4/21/2022
Visible Activism Key to Protecting Trans People From Discriminatory Laws
Rounduptags: discrimination, activism, transgender, LGBTQ history, disability rights, Disability Movement
Shay Ryan Olmstead (they/them) is a doctoral candidate researching U.S. queer labor history at the University of Massachusetts Amherst.
This month, Alabama lawmakers passed two bills that prevent trans youth from medically transitioning and from using bathrooms or locker rooms that align with their gender identity. More than 200 similar bills have been introduced in state legislatures in the first three months of 2022 alone; almost half of them specifically target trans people. Supporters of these bills ground their arguments in “biological facts” and claim that they protect vulnerable members of society — especially women and children.
In the past, LGBTQ activists have successfully challenged such efforts, by lobbying legislators and governors to quash bills before they make it into law, and then, when laws pass, by filing lawsuits. This has proved to be a winning strategy. LGBTQ legal organizing has successfully convinced legislatures and courts to rule favorably on issues such as same-sex marriage, open participation in the military and employment nondiscrimination, among many others.
But as judiciaries grow increasingly conservative, this strategy may prove less effective. In fact, fighting anti-LGBTQ injustices solely within the legal system has not always been enough to kill discriminatory legislation or, critically, to turn the tide of public opinion. The LGBTQ community learned this as it tried to use new laws designed to protect disabled Americans in the 1970s and 1980s to fight discrimination.
Crucially, these laws were the culmination of visible public activism that helped change popular ideas that bodies look and function in “fixed” ways, forcing legislators and judges into action.

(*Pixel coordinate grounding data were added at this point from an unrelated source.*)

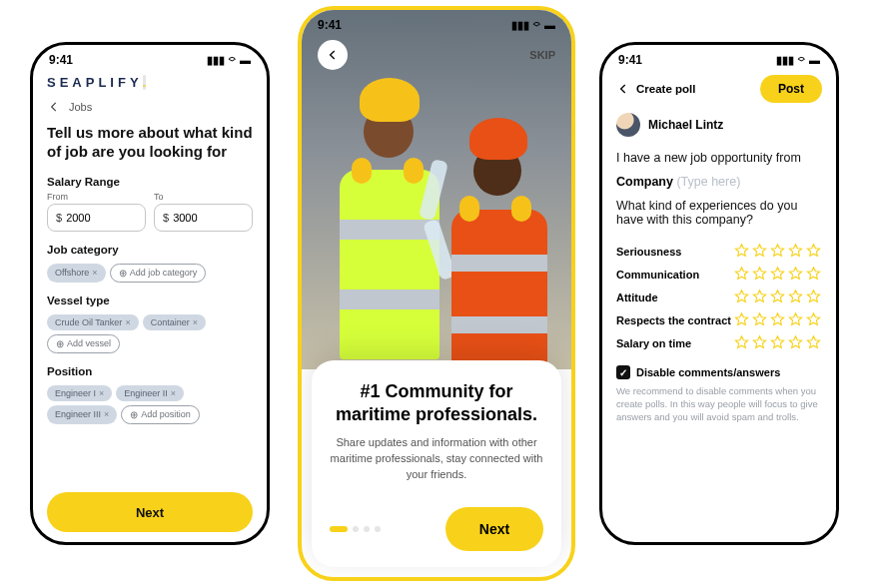 The height and width of the screenshot is (588, 869). I want to click on onboarding-card: #1 Community for maritime professionals.…, so click(436, 463).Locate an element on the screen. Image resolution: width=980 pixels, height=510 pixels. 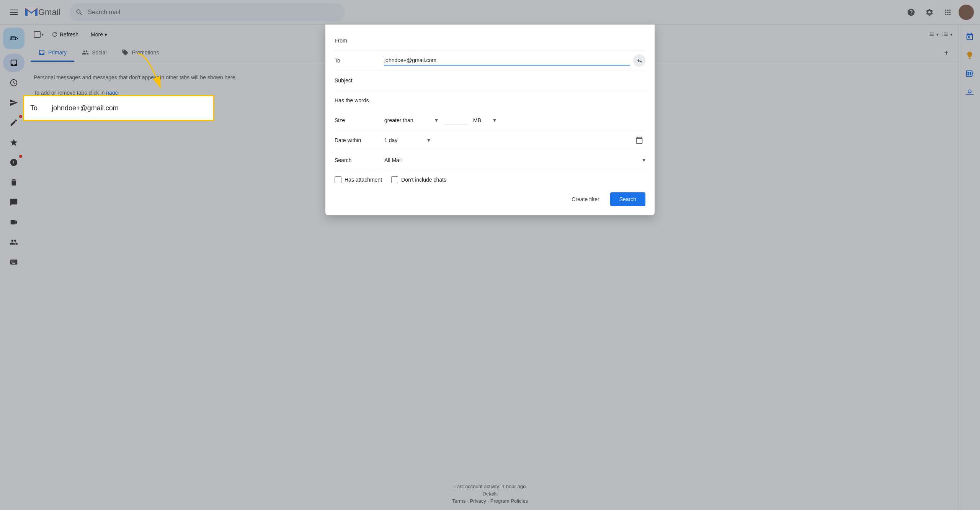
from-input-wrap is located at coordinates (515, 41).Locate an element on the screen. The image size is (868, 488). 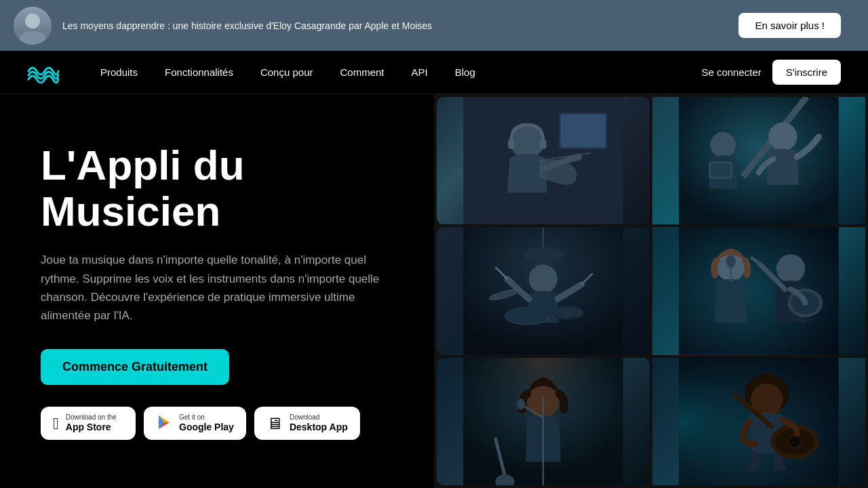
image-guitarist is located at coordinates (759, 422).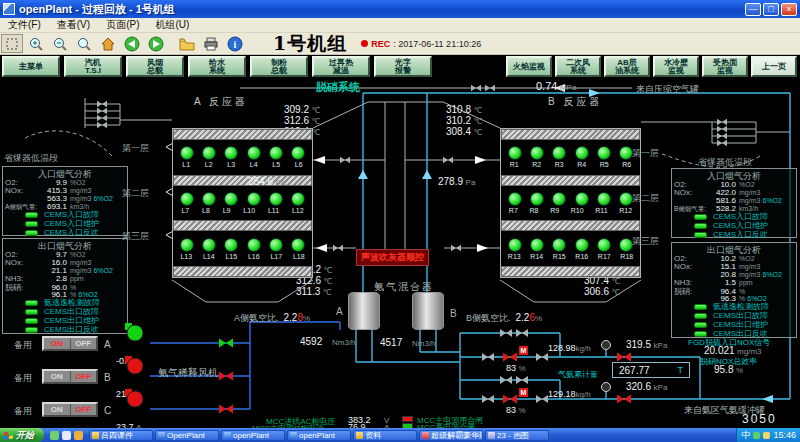 The height and width of the screenshot is (442, 800). I want to click on indicator-lamp-green-icon, so click(700, 325).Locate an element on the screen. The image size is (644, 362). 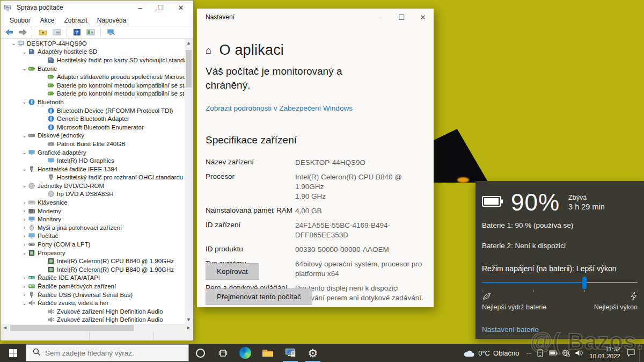
taskbar-search is located at coordinates (107, 353). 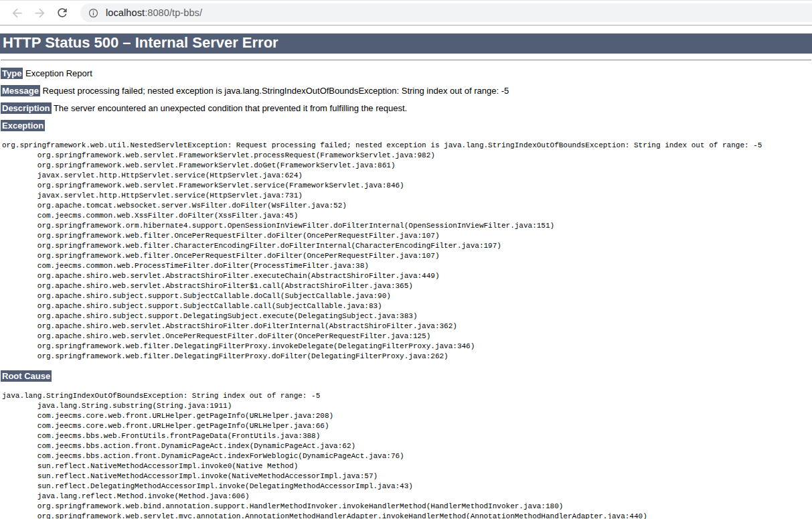 I want to click on url-text: localhost:8080/tp-bbs/, so click(x=154, y=13).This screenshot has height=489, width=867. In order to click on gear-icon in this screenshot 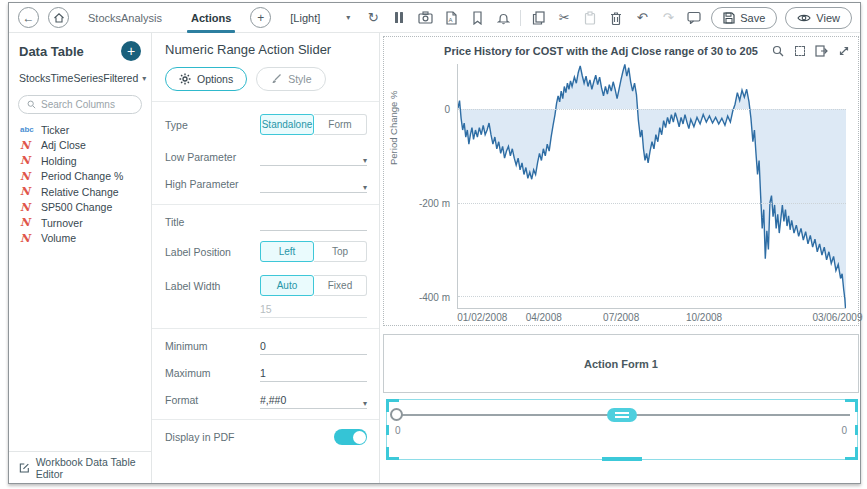, I will do `click(185, 79)`.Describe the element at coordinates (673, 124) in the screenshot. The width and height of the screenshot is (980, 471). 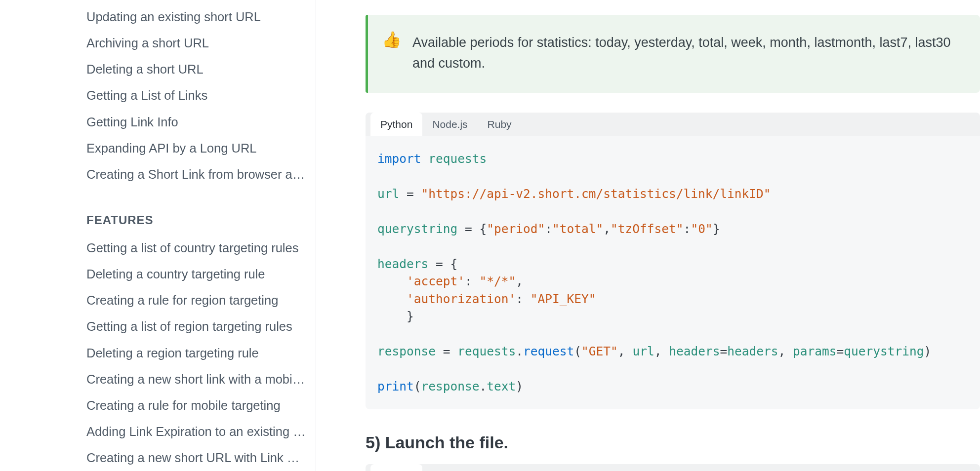
I see `code-tabs: Python Node.js Ruby` at that location. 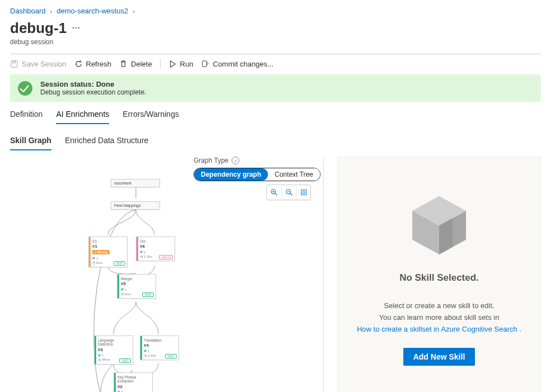 I want to click on cube-icon, so click(x=439, y=224).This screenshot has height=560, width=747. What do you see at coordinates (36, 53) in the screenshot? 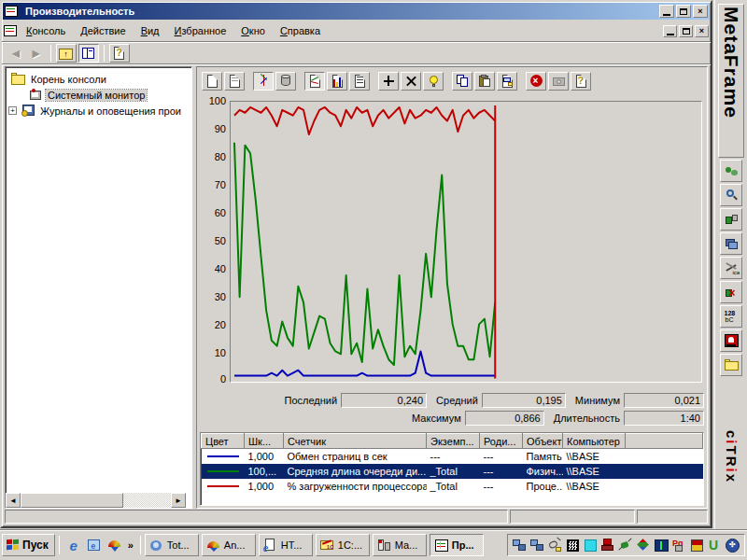
I see `forward-icon: ►` at bounding box center [36, 53].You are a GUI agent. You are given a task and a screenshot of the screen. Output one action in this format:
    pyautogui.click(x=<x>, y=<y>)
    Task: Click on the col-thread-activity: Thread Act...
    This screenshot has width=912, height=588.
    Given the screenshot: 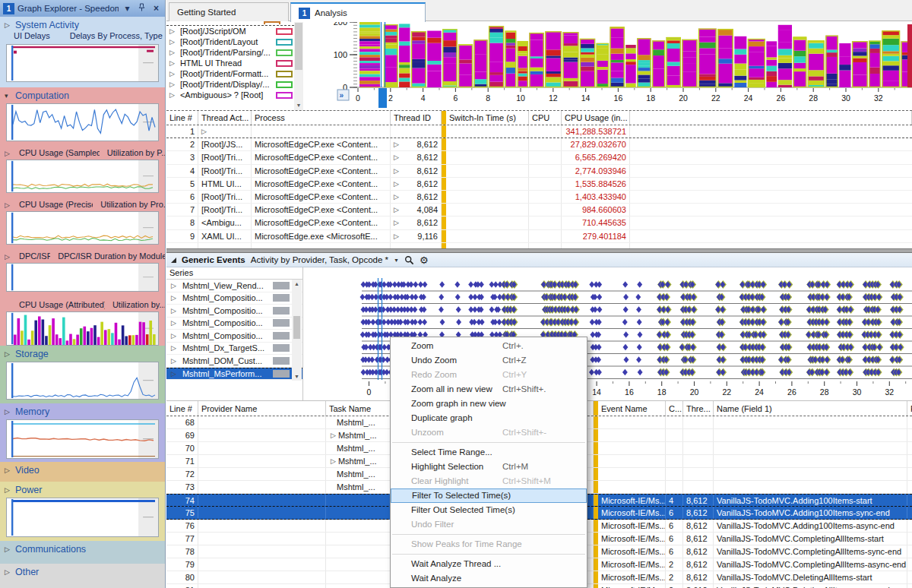 What is the action you would take?
    pyautogui.click(x=225, y=118)
    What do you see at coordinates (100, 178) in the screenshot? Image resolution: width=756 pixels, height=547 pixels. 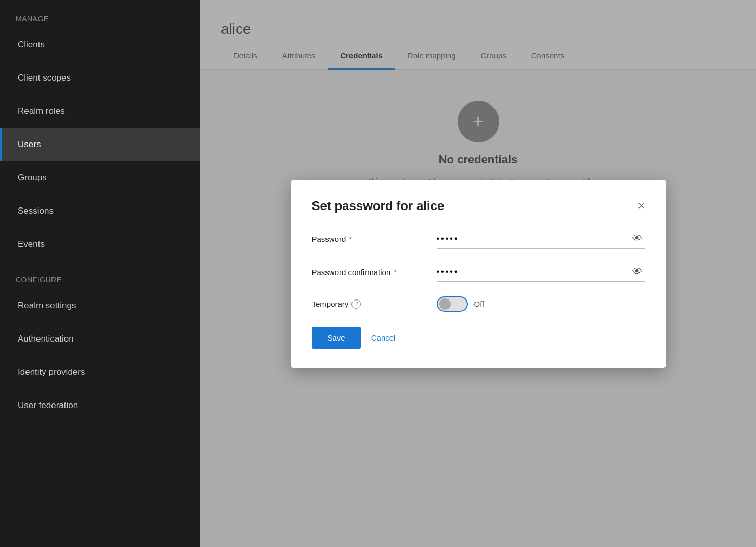 I see `sidebar-item-groups: Groups` at bounding box center [100, 178].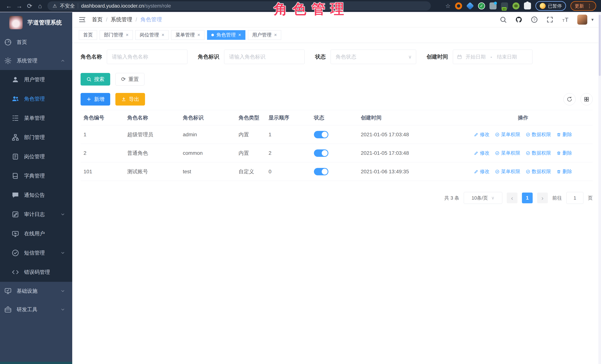 The image size is (601, 364). I want to click on reset-button: ⟳ 重置, so click(130, 79).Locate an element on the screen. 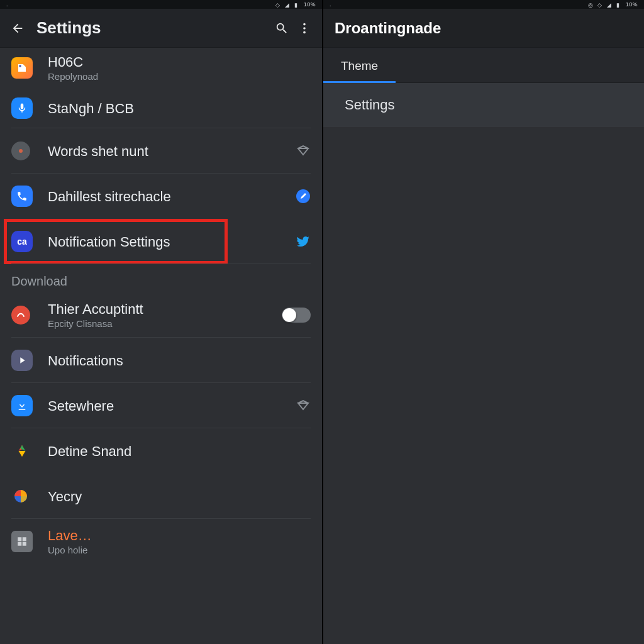 The height and width of the screenshot is (644, 644). ca-icon: ca is located at coordinates (22, 242).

Throughout the 1950s, it was legal and common practice to segregate disabled people from abled society. This created a cycle: disabled people were prevented from physically accessing public spaces and their absence from these places helped push a narrative that disabled people were “biologically” inferior, automatically dependent and unable to provide or care for themselves.
But by the 1960s, disability rights activists in San Francisco, Denver, Washington, Boston and other places banded together and demanded change. They argued that their limited participation in society resulted not from biological inferiority but rather from deliberate segregation — in the forms of institutionalization, prejudice, inaccessible architecture and infrastructure, discriminatory government policies and unfair employment practices.